Reduced Flaps for Landing with Gusts

Asked by: 3391 views General Aviation

I've heard both sides of the argument. What are reasons and pros/cons of using partial flaps for landing in gusty conditions. Thank you.

Ace Any FAA Written Test!
Actual FAA Questions / Free Lifetime Updates
The best explanations in the business
Fast, efficient study.
Pass Your Checkride With Confidence!
FAA Practical Test prep that reflects actual checkrides.
Any checkride: Airplane, Helicopter, Glider, etc.
Written and maintained by actual pilot examiners and master CFIs.
The World's Most Trusted eLogbook
Be Organized, Current, Professional, and Safe.
Highly customizable - for student pilots through pros.
Free Transition Service for users of other eLogs.
Our sincere thanks to pilots such as yourself who support AskACFI while helping themselves by using the awesome PC, Mac, iPhone/iPad, and Android aviation apps of our sponsors.

1 Answers

  1. Best Answer


    Skyfox on Jun 15, 2016

    I was always trained the same way, to use partial flaps or no flaps at all when landing in a stiff crosswind or gusty conditions. All I can remember for the reasoning is better control response, flaps can aerodynamically hide the tail control surfaces, and it results in a higher final approach and touchdown speed to help keep the aircraft away from stall speed in case of an errant gust.

    The only thing in text I can find about the subject (while I’m at work; my stack of text books is at home) is from the Airplane Flying Handbook [FAA-H-8083-3B]:

    “Flaps can and should be used during most approaches since they tend to have a stabilizing effect on the airplane. The degree to which flaps should be extended will vary with the airplane’s handling characteristics, as well as the wind velocity.”

    Over the years when going up for practice flights in the small things I’m used to flying, quite often, even on a calm day, I’d practice partial- and no-flap landings just to keep it fresh in my mind how the plane would handle at those higher speeds on landing without the benefit of flaps, whether a future landing requires it due to high winds or flap extension malfunction. Larger aircraft will likely be operated with full flap landings in all wind conditions.

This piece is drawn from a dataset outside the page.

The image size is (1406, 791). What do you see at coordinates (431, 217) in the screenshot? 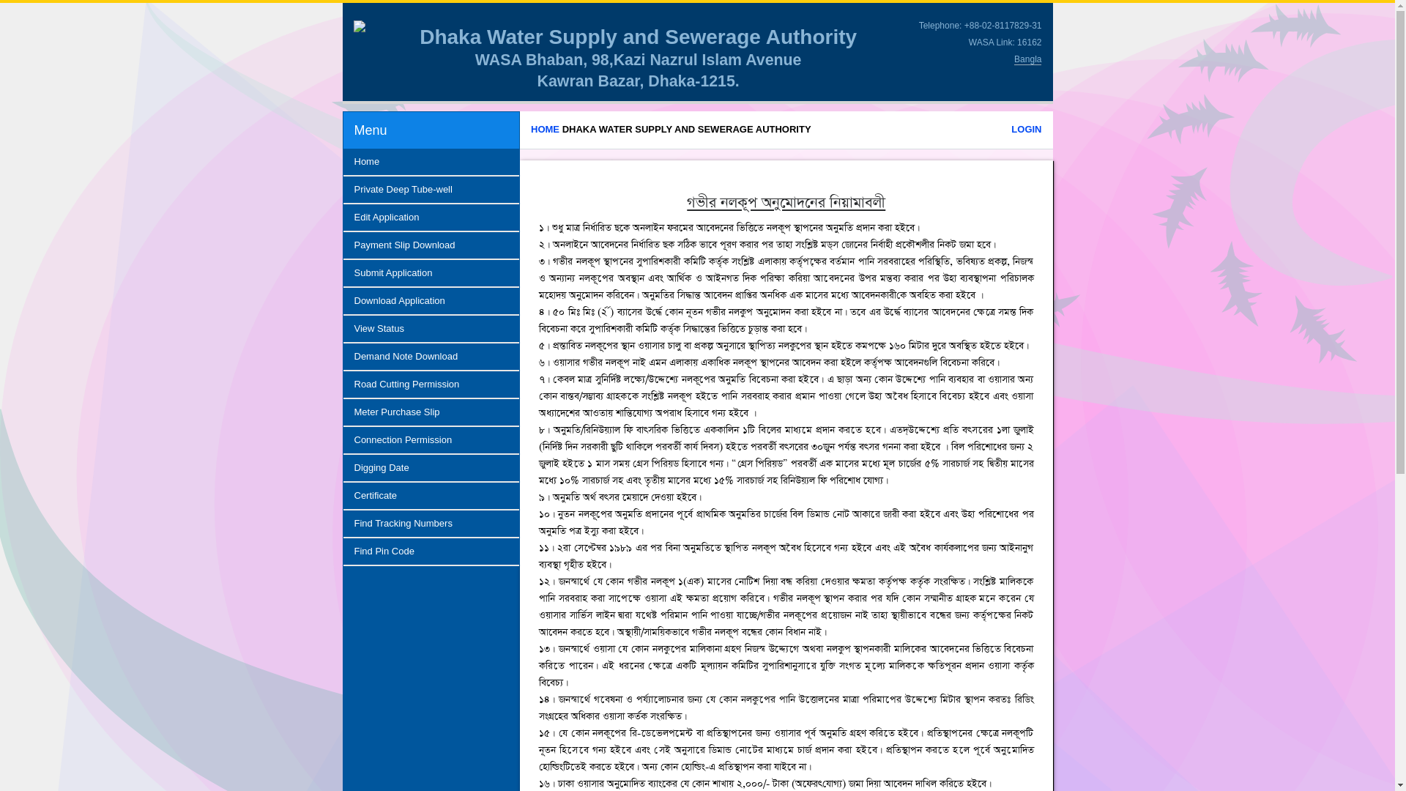
I see `Edit Application` at bounding box center [431, 217].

    +1 Votes Thumb up 1 Votes Thumb down 0 Votes


The following terms have been auto-detected the question above and any answers or discussion provided. Click on a term to see its definition from the Dauntless Aviation JargonBuster Glossary.

Answer Question

Our sincere thanks to all who contribute constructively to this forum in answering flight training questions. If you are a flight instructor or represent a flight school / FBO offering flight instruction, you are welcome to include links to your site and related contact information as it pertains to offering local flight instruction in a specific geographic area. Additionally, direct links to FAA and related official government sources of information are welcome. However we thank you for your understanding that links to other sites or text that may be construed as explicit or implicit advertising of other business, sites, or goods/services are not permitted even if such links nominally are relevant to the question asked.